Yes, but host implementations must also be enable to make use
of such features...
It would be even better if there was even content I could access  
with or without those features...
"If you don't like the news, go out and make some of your own."  -- 
Wes "scoop" Nisker
One of the concerns behind my original initiative to leave the  
*stateful* part of the IPv6 packet filter turned off by default in  
the AirPort Extreme 802.11n base station was my [apparently mistaken]  

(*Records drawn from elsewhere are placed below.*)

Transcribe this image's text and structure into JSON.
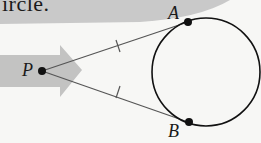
{
  "heading": {
    "text_fragment": "ircle."
  },
  "figure": {
    "points": [
      {
        "id": "P",
        "label": "P"
      },
      {
        "id": "A",
        "label": "A"
      },
      {
        "id": "B",
        "label": "B"
      }
    ],
    "segments": [
      {
        "from": "P",
        "to": "A",
        "tick_marks": 1
      },
      {
        "from": "P",
        "to": "B",
        "tick_marks": 1
      }
    ],
    "circle": {
      "tangent_points": [
        "A",
        "B"
      ]
    },
    "colors": {
      "arrow": "#bdbdbd",
      "banner": "#c8c8c8",
      "line": "#555555",
      "ink": "#111111",
      "background": "#f7f7f5"
    }
  }
}
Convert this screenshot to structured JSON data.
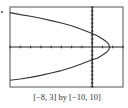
{
  "chart_data": {
    "type": "line",
    "title": "",
    "caption": "[−8, 3] by [−10, 10]",
    "xlabel": "",
    "ylabel": "",
    "xlim": [
      -8,
      3
    ],
    "ylim": [
      -10,
      10
    ],
    "xscl": 1,
    "yscl": 1,
    "grid": false,
    "legend": null,
    "series": [
      {
        "name": "parabola",
        "x": [
          -8.0,
          -7.0,
          -6.0,
          -5.0,
          -4.0,
          -3.0,
          -2.0,
          -1.0,
          0.0,
          0.5,
          1.0,
          1.4,
          1.6,
          1.7,
          1.6,
          1.4,
          1.0,
          0.5,
          0.0,
          -1.0,
          -2.0,
          -3.0,
          -4.0,
          -5.0,
          -6.0,
          -7.0,
          -8.0
        ],
        "y": [
          8.6,
          8.1,
          7.7,
          7.2,
          6.6,
          6.0,
          5.3,
          4.4,
          3.4,
          2.8,
          2.0,
          1.3,
          0.8,
          0.0,
          -0.8,
          -1.3,
          -2.0,
          -2.8,
          -3.2,
          -4.2,
          -5.1,
          -5.9,
          -6.5,
          -7.1,
          -7.6,
          -8.0,
          -8.3
        ]
      }
    ]
  },
  "frame": {
    "left_px": 10,
    "top_px": 7,
    "right_px": 123,
    "bottom_px": 87,
    "border_color": "#6f6f6f",
    "axis_color": "#222222",
    "curve_color": "#333333"
  }
}
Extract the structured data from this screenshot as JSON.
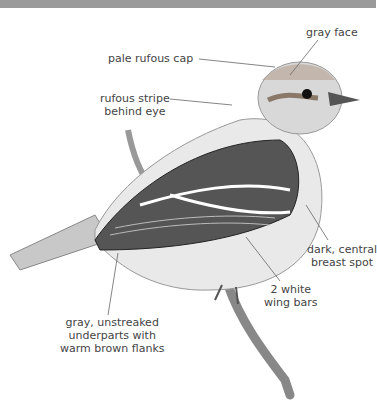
{
  "illustration": {
    "subject": "sparrow-like bird perched on branch",
    "colors": {
      "gray_head": "#b8b8b8",
      "rufous_cap": "#a08070",
      "dark_streak": "#2a2a2a",
      "white": "#ffffff"
    }
  },
  "labels": {
    "gray_face": "gray face",
    "pale_rufous_cap": "pale rufous cap",
    "rufous_stripe_1": "rufous stripe",
    "rufous_stripe_2": "behind eye",
    "breast_spot_1": "dark, central",
    "breast_spot_2": "breast spot",
    "wing_bars_1": "2 white",
    "wing_bars_2": "wing bars",
    "underparts_1": "gray, unstreaked",
    "underparts_2": "underparts with",
    "underparts_3": "warm brown flanks"
  }
}
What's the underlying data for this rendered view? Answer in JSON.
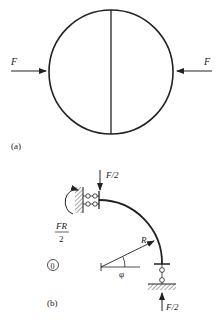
{
  "figure_a": {
    "label": "(a)",
    "left_force": "F",
    "right_force": "F"
  },
  "figure_b": {
    "label": "(b)",
    "top_force": "F/2",
    "bottom_force": "F/2",
    "moment_numerator": "FR",
    "moment_denominator": "2",
    "radius_label": "R",
    "angle_label": "φ",
    "circled_label": "0"
  },
  "colors": {
    "stroke": "#222222",
    "background": "#ffffff"
  }
}
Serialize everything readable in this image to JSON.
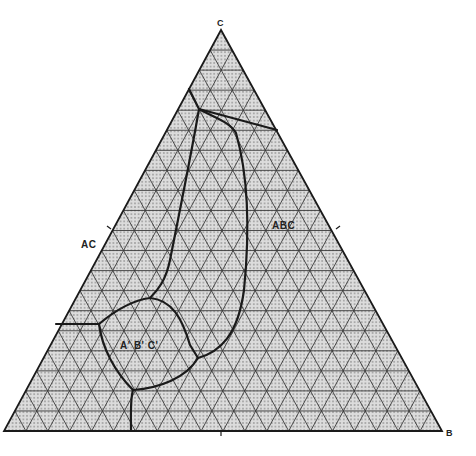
{
  "diagram": {
    "type": "ternary-phase-diagram",
    "grid_divisions": 20,
    "colors": {
      "background": "#ffffff",
      "fill": "#d9d9d9",
      "dots": "#6a6a6a",
      "grid": "#3a3a3a",
      "boundary": "#1a1a1a"
    },
    "vertices": {
      "C": {
        "label": "C",
        "x": 221,
        "y": 30
      },
      "A": {
        "label": "",
        "x": 4,
        "y": 431
      },
      "B": {
        "label": "B",
        "x": 442,
        "y": 431
      }
    },
    "labels": [
      {
        "id": "vertex-c",
        "text": "C",
        "x": 217,
        "y": 19,
        "kind": "vertex"
      },
      {
        "id": "vertex-b",
        "text": "B",
        "x": 446,
        "y": 429,
        "kind": "vertex"
      },
      {
        "id": "edge-ac",
        "text": "AC",
        "x": 81,
        "y": 240,
        "kind": "region"
      },
      {
        "id": "region-abc",
        "text": "ABC",
        "x": 272,
        "y": 221,
        "kind": "region"
      },
      {
        "id": "region-a-b-c-prime",
        "text": "A' B' C'",
        "x": 120,
        "y": 341,
        "kind": "region"
      }
    ],
    "tick_marks": [
      {
        "x1": 107,
        "y1": 226,
        "x2": 111,
        "y2": 229
      },
      {
        "x1": 336,
        "y1": 229,
        "x2": 340,
        "y2": 226
      },
      {
        "x1": 221,
        "y1": 431,
        "x2": 221,
        "y2": 436
      }
    ],
    "boundaries": [
      {
        "id": "top-horizontal",
        "d": "M199,109 L277,130"
      },
      {
        "id": "top-left-segment",
        "d": "M189,89 L199,109"
      },
      {
        "id": "abc-left-curve",
        "d": "M199,109 C192,150 176,230 170,260 C166,280 158,290 150,298"
      },
      {
        "id": "abc-right-curve",
        "d": "M199,109 C215,118 230,122 236,133 C248,175 250,230 244,290 C238,335 220,352 198,358"
      },
      {
        "id": "aprime-loop-top",
        "d": "M99,324 C118,308 135,300 150,298 C172,300 182,318 190,345 L198,358"
      },
      {
        "id": "aprime-loop-bottom",
        "d": "M99,324 C102,348 115,372 133,390 C160,388 186,378 198,358"
      },
      {
        "id": "left-horizontal",
        "d": "M56,324 L99,324"
      },
      {
        "id": "bottom-vertical",
        "d": "M133,390 C130,400 131,418 131,431"
      }
    ]
  }
}
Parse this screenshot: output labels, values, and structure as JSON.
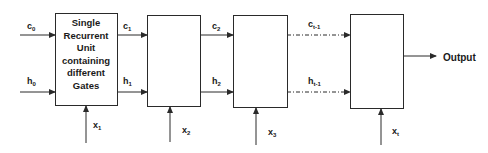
{
  "diagram": {
    "first_unit_text": [
      "Single",
      "Recurrent",
      "Unit",
      "containing",
      "different",
      "Gates"
    ],
    "output_label": "Output",
    "cell_inputs": [
      {
        "base": "c",
        "sub": "0"
      },
      {
        "base": "c",
        "sub": "1"
      },
      {
        "base": "c",
        "sub": "2"
      },
      {
        "base": "c",
        "sub": "t-1"
      }
    ],
    "hidden_inputs": [
      {
        "base": "h",
        "sub": "0"
      },
      {
        "base": "h",
        "sub": "1"
      },
      {
        "base": "h",
        "sub": "2"
      },
      {
        "base": "h",
        "sub": "t-1"
      }
    ],
    "x_inputs": [
      {
        "base": "x",
        "sub": "1"
      },
      {
        "base": "x",
        "sub": "2"
      },
      {
        "base": "x",
        "sub": "3"
      },
      {
        "base": "x",
        "sub": "t"
      }
    ],
    "colors": {
      "line": "#2a2a2a",
      "background": "#ffffff"
    }
  }
}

judgment that the measurable benefits for network security it  
provided were heavily outweighed by the opportunity cost it posed by  
hindering the deployment of ad-hoc peer-to-peer applications where  
the vast majority of peers are expected to be at the end of the last  
mile in a residential deployment.
P2P applications already very difficult for average Internet users to  
participate effectively in such networks due to the stateful  
filtering in IPv4/NAT gateways, and services like UPnP IGD and NAT- 
PMP don't repair all the damage.  If these packet filters are allowed  
to become ubiquitous in IPv6, then my fear is that the most likely  
applications that would otherwise be able to deliver that content  
you'd like to access, with or without any whizzy new router  
advertisement parameters, will never be developed for IPv6 where they  
might be simple enough for average users to operate.  All the user  
complexity created by IPv4/NAT stateful filters will have been  
duplicated in the IPv6 stateful filters.
If we are not careful, IPv6 may be saddled with all the b0rkenneff  
that IPv4/NAT plagues us with today, without any measurable benefit  
beyond merely addressing the burdensomely high and rapidly increasing  
cost of public IP addresses.  We are setting up a vicious circle.
+ Nobody will want to use IPv6 because there isn't any content worth  
accessing, while...
+ Nobody will develop content worth accessing because IPv6 is more  
difficult to use than IPv4, and in fact, is also broken fundamentally  
in ways that IPv4/NAT isn't, while...
+ Nobody will have any incentive to make IPv6 any easier to use  
because users aren't interested in any of the content available  
exclusively via IPv6, while... [lather, rinse, repeat]
If this happens, mark my words: IPv6 will wither and die-- and it  
will not be an honorable death, as IPv4/NAT will be wielding the  
sword that cuts it down.  Those among us who really, really despise  
NAT might do well to bear in mind all the ways we could be  
undermining our own objectives by failing to consider how we might be  
preventing IPv6 from being usable by new applications in ways that  
IPv4/NAT will never be able to match.
Still working on polishing my philosophy essay.  Sigh.